Two-child limit and the benefit cap “poverty-producing” policies, study says
New study finds that the government’s measures have caused hardship to tens of thousands of families, with both policies failing to meet their original aims.
19/07/23
Researchers are warning that the benefit cap and the two-child limit are worsening poverty conditions and disproportionately affecting larger families and renting households.
Researchers from the University of York, in partnership with the University of Oxford and the London School of Economics, conducted interviews with families in London and Yorkshire over a three-year period to reveal how the benefit cap and the two-child limit impacts families with three or more children.
The benefit cap was first implemented in 2013, placing a cap on the amount a household can receive in benefits if they have no, or low, earnings, meaning that some families do not receive their full benefit entitlement. Affected families are estimated to lose an average of £50 per week, however this can be much higher for some families.
The two-child limit was implemented in 2017 and prevents families from receiving additional means-tested support for their third or subsequent children, worth up to £3,235 a year per child in 2023/24. Official statistics out last week confirmed that one in 10 children live in households affected by the two-child limit (1.5 million children).
One in ten children now currently live in households affected by the two-child limit – more than 1.5 million children affected in total – and at least 110,000 children are estimated to live in households affected by both the two-child limit and benefit cap.
Authors of the report say the findings show that both policies disproportionately affect certain households: those with higher living costs which include larger families and renting households – which in turn means they disproportionately affect minority ethnic households, and those less able to increase their income through employment, including single parents and families with younger children.
They say the policies have contributed to the rising levels of child poverty in the 2010s, which have predominantly hit larger families. The study shows that larger families were at risk of poverty even before the introduction of the benefit cap and the two-child limit, due to wider cuts to social security benefits for families with children.
The researchers say they found evidence that the policies also had a negative impact on people’s mental health, increasing stress and anxiety, and harming their well-being, with knock-on effects on children's opportunities and wellbeing.
Parents struggle to afford a wide variety of essential items for their children, including food, clothes and heating, affecting children's emotional and physical development, according to the study.
“Our research evidence makes clear that the two-child limit and benefit cap are poverty-producing policies, which fail to meet their stated aims,” Dr Ruth Patrick from the School for Business and Society at the University of York said.
“Both policies need to be removed urgently, as part of a broader commitment to addressing child poverty and investing in children and families. We urge the government and policymakers to engage with and act upon this new, timely and powerful evidence base.”
The two-child limit was presented by the government as a policy that would encourage parents to make decisions about whether to have children based on what they could afford. But the researchers say the analysis found that the two-child limit has had only a very small effect on fertility, meaning its main effect is to push families with three or more children further into poverty.
The research found that of the families interviewed, many did not know the two-child limit existed until after their child was born, often because they were not receiving benefits at the time of birth, only needing support later after circumstances changed.
Alison Garnham, Chief Executive of policy partner on the project, Child Poverty Action Group, said the benefit cap and two-child limit policies should be scrapped.
“They are the single most poverty-producing policies in the social security system and look set to continue pushing up child poverty until they are finally abolished.
“The social security system is our main defence against family poverty and yet these policies are causing enormous hardship and as such are the least rational social policies.”
The British Association of Social Workers (BASW) has previously written to both the government and Leader of the Opposition as part of its anti-poverty campaign outlining why the benefit cap must be immediately scrapped, saying that removing the two-child limit would also lift 250,000 children out of poverty across the UK.
“Increasingly, social workers in the UK are working exclusively with people whose problems are rooted in or exacerbated by worsening poverty and its consequences – poor housing, nutrition, mental and physical health, social exclusion and downward spirals of experiences that blight the potential of adults and children. This includes in-work poverty and unfeasibly low and often punitive disability benefits,” the letter read.
“We, on behalf of the 22,000 members of the British Association of Social Workers, urge you to put people first and give people need the financial security they need. We are fearful that without investment in benefits, it will be those on the lowest incomes paying the price.”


● **Task**
The answer must be every entry, given again word for word.

● **Entries provided**

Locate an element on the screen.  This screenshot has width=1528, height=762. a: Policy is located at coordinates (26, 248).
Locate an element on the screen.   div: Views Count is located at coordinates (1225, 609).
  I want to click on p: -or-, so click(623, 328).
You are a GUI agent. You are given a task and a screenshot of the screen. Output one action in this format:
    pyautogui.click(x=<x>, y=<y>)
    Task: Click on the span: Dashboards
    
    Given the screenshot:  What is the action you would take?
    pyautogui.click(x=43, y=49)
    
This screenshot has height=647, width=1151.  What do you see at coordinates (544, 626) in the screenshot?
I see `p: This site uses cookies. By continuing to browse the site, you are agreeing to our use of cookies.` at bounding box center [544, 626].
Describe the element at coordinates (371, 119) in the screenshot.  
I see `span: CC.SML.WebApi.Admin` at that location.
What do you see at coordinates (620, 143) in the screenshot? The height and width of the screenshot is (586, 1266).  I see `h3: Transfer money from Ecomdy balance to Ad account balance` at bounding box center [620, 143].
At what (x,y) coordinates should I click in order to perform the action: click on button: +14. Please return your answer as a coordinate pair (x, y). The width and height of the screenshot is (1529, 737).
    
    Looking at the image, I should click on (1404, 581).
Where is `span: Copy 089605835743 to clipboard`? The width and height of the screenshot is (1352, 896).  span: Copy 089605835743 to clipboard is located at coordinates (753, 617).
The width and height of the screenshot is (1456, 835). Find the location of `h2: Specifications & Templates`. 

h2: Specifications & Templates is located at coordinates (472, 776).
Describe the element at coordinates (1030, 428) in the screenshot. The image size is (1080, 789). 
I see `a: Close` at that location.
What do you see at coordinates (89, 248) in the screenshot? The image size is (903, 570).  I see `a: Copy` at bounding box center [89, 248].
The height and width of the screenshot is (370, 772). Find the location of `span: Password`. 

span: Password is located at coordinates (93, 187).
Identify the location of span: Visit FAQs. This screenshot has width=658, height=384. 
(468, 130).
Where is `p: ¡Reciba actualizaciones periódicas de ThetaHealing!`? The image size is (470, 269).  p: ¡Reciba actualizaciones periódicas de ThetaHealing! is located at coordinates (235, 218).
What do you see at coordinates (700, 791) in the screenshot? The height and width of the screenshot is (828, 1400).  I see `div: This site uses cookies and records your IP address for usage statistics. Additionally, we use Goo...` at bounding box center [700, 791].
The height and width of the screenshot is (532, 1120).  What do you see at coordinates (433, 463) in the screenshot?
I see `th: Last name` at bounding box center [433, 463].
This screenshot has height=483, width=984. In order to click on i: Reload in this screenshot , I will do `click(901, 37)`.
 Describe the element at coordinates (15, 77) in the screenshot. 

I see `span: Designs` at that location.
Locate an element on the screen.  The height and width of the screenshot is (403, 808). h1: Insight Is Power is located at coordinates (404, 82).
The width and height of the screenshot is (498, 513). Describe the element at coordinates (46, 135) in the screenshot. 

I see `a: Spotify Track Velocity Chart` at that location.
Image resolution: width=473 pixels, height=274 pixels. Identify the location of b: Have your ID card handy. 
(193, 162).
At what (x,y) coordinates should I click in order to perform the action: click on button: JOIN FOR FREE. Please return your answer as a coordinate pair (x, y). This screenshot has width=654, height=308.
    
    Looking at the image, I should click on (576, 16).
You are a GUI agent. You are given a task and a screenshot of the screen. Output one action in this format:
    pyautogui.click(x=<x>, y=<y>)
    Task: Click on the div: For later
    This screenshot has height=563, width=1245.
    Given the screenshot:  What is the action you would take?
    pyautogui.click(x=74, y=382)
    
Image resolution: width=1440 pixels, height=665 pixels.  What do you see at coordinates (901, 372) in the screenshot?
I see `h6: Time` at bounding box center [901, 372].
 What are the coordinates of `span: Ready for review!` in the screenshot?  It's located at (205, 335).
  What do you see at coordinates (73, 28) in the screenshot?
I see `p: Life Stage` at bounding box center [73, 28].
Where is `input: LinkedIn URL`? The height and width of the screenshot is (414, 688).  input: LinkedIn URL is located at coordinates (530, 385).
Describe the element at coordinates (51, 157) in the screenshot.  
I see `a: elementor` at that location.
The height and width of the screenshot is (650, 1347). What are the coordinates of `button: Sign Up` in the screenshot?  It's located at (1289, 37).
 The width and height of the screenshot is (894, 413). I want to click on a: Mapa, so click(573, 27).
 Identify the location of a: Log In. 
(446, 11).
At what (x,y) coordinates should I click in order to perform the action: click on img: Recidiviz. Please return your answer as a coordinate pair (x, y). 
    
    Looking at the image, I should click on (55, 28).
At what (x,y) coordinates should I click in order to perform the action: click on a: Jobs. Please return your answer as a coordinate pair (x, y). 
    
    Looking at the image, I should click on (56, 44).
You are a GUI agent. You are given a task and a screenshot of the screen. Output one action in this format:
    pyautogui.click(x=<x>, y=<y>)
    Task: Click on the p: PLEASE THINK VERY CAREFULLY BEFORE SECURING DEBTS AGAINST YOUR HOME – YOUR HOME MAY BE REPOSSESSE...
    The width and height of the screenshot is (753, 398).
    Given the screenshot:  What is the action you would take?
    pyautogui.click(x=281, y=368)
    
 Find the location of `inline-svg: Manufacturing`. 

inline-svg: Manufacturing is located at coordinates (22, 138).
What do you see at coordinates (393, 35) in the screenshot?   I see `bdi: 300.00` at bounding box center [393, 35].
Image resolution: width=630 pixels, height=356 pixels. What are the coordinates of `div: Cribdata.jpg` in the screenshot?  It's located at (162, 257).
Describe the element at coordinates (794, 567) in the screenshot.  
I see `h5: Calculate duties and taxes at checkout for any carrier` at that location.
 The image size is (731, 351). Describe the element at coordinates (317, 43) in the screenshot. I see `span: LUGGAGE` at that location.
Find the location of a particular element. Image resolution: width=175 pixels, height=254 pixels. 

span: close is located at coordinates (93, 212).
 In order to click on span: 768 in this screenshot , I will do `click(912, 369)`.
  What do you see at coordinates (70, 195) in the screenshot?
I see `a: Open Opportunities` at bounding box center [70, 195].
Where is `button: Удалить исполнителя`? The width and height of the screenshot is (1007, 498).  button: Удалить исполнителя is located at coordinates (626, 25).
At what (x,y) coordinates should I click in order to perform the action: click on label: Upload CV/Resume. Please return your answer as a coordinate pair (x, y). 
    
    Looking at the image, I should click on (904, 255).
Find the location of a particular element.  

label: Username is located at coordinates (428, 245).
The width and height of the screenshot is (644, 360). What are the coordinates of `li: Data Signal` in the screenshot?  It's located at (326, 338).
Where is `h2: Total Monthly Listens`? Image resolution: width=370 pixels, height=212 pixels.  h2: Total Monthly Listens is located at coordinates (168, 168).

● **Output of the task**
Locate an element on the screen.  This screenshot has width=1528, height=762. a: Policy is located at coordinates (26, 248).
Locate an element on the screen.   div: Views Count is located at coordinates (1225, 609).
  I want to click on p: -or-, so click(623, 328).
You are a GUI agent. You are given a task and a screenshot of the screen. Output one action in this format:
    pyautogui.click(x=<x>, y=<y>)
    Task: Click on the span: Dashboards
    
    Given the screenshot:  What is the action you would take?
    pyautogui.click(x=43, y=49)
    
This screenshot has height=647, width=1151.  What do you see at coordinates (544, 626) in the screenshot?
I see `p: This site uses cookies. By continuing to browse the site, you are agreeing to our use of cookies.` at bounding box center [544, 626].
Describe the element at coordinates (371, 119) in the screenshot.  
I see `span: CC.SML.WebApi.Admin` at that location.
What do you see at coordinates (620, 143) in the screenshot? The height and width of the screenshot is (586, 1266).  I see `h3: Transfer money from Ecomdy balance to Ad account balance` at bounding box center [620, 143].
At what (x,y) coordinates should I click in order to perform the action: click on button: +14. Please return your answer as a coordinate pair (x, y). The width and height of the screenshot is (1529, 737).
    
    Looking at the image, I should click on (1404, 581).
Where is `span: Copy 089605835743 to clipboard`? The width and height of the screenshot is (1352, 896).  span: Copy 089605835743 to clipboard is located at coordinates (753, 617).
The width and height of the screenshot is (1456, 835). Find the location of `h2: Specifications & Templates`. 

h2: Specifications & Templates is located at coordinates (472, 776).
Describe the element at coordinates (1030, 428) in the screenshot. The image size is (1080, 789). 
I see `a: Close` at that location.
What do you see at coordinates (89, 248) in the screenshot? The image size is (903, 570).  I see `a: Copy` at bounding box center [89, 248].
The height and width of the screenshot is (370, 772). Find the location of `span: Password`. 

span: Password is located at coordinates (93, 187).
Identify the location of span: Visit FAQs. This screenshot has width=658, height=384. 
(468, 130).
Where is `p: ¡Reciba actualizaciones periódicas de ThetaHealing!`? The image size is (470, 269).  p: ¡Reciba actualizaciones periódicas de ThetaHealing! is located at coordinates (235, 218).
What do you see at coordinates (700, 791) in the screenshot? The height and width of the screenshot is (828, 1400).  I see `div: This site uses cookies and records your IP address for usage statistics. Additionally, we use Goo...` at bounding box center [700, 791].
The height and width of the screenshot is (532, 1120).  What do you see at coordinates (433, 463) in the screenshot?
I see `th: Last name` at bounding box center [433, 463].
This screenshot has height=483, width=984. In order to click on i: Reload in this screenshot , I will do `click(901, 37)`.
 Describe the element at coordinates (15, 77) in the screenshot. 

I see `span: Designs` at that location.
Locate an element on the screen.  The height and width of the screenshot is (403, 808). h1: Insight Is Power is located at coordinates (404, 82).
The width and height of the screenshot is (498, 513). Describe the element at coordinates (46, 135) in the screenshot. 

I see `a: Spotify Track Velocity Chart` at that location.
Image resolution: width=473 pixels, height=274 pixels. Identify the location of b: Have your ID card handy. 
(193, 162).
At what (x,y) coordinates should I click in order to perform the action: click on button: JOIN FOR FREE. Please return your answer as a coordinate pair (x, y). This screenshot has width=654, height=308.
    
    Looking at the image, I should click on (576, 16).
You are a GUI agent. You are given a task and a screenshot of the screen. Output one action in this format:
    pyautogui.click(x=<x>, y=<y>)
    Task: Click on the div: For later
    This screenshot has height=563, width=1245.
    Given the screenshot:  What is the action you would take?
    pyautogui.click(x=74, y=382)
    
Image resolution: width=1440 pixels, height=665 pixels.  What do you see at coordinates (901, 372) in the screenshot?
I see `h6: Time` at bounding box center [901, 372].
 What are the coordinates of `span: Ready for review!` in the screenshot?  It's located at (205, 335).
  What do you see at coordinates (73, 28) in the screenshot?
I see `p: Life Stage` at bounding box center [73, 28].
Where is `input: LinkedIn URL`? The height and width of the screenshot is (414, 688).  input: LinkedIn URL is located at coordinates (530, 385).
Describe the element at coordinates (51, 157) in the screenshot.  
I see `a: elementor` at that location.
The height and width of the screenshot is (650, 1347). What are the coordinates of `button: Sign Up` in the screenshot?  It's located at (1289, 37).
 The width and height of the screenshot is (894, 413). I want to click on a: Mapa, so click(573, 27).
 Identify the location of a: Log In. 
(446, 11).
At what (x,y) coordinates should I click in order to perform the action: click on img: Recidiviz. Please return your answer as a coordinate pair (x, y). 
    
    Looking at the image, I should click on (55, 28).
At what (x,y) coordinates should I click in order to perform the action: click on a: Jobs. Please return your answer as a coordinate pair (x, y). 
    
    Looking at the image, I should click on (56, 44).
You are a GUI agent. You are given a task and a screenshot of the screen. Output one action in this format:
    pyautogui.click(x=<x>, y=<y>)
    Task: Click on the p: PLEASE THINK VERY CAREFULLY BEFORE SECURING DEBTS AGAINST YOUR HOME – YOUR HOME MAY BE REPOSSESSE...
    The width and height of the screenshot is (753, 398).
    Given the screenshot:  What is the action you would take?
    pyautogui.click(x=281, y=368)
    
 Find the location of `inline-svg: Manufacturing`. 

inline-svg: Manufacturing is located at coordinates (22, 138).
What do you see at coordinates (393, 35) in the screenshot?   I see `bdi: 300.00` at bounding box center [393, 35].
Image resolution: width=630 pixels, height=356 pixels. What are the coordinates of `div: Cribdata.jpg` in the screenshot?  It's located at (162, 257).
Describe the element at coordinates (794, 567) in the screenshot.  
I see `h5: Calculate duties and taxes at checkout for any carrier` at that location.
 The image size is (731, 351). Describe the element at coordinates (317, 43) in the screenshot. I see `span: LUGGAGE` at that location.
Find the location of a particular element. Image resolution: width=175 pixels, height=254 pixels. 

span: close is located at coordinates (93, 212).
 In order to click on span: 768 in this screenshot , I will do `click(912, 369)`.
  What do you see at coordinates (70, 195) in the screenshot?
I see `a: Open Opportunities` at bounding box center [70, 195].
Where is `button: Удалить исполнителя`? The width and height of the screenshot is (1007, 498).  button: Удалить исполнителя is located at coordinates (626, 25).
At what (x,y) coordinates should I click in order to perform the action: click on label: Upload CV/Resume. Please return your answer as a coordinate pair (x, y). 
    
    Looking at the image, I should click on (904, 255).
Find the location of a particular element.  

label: Username is located at coordinates (428, 245).
The width and height of the screenshot is (644, 360). What are the coordinates of `li: Data Signal` in the screenshot?  It's located at (326, 338).
Where is `h2: Total Monthly Listens`? Image resolution: width=370 pixels, height=212 pixels.  h2: Total Monthly Listens is located at coordinates (168, 168).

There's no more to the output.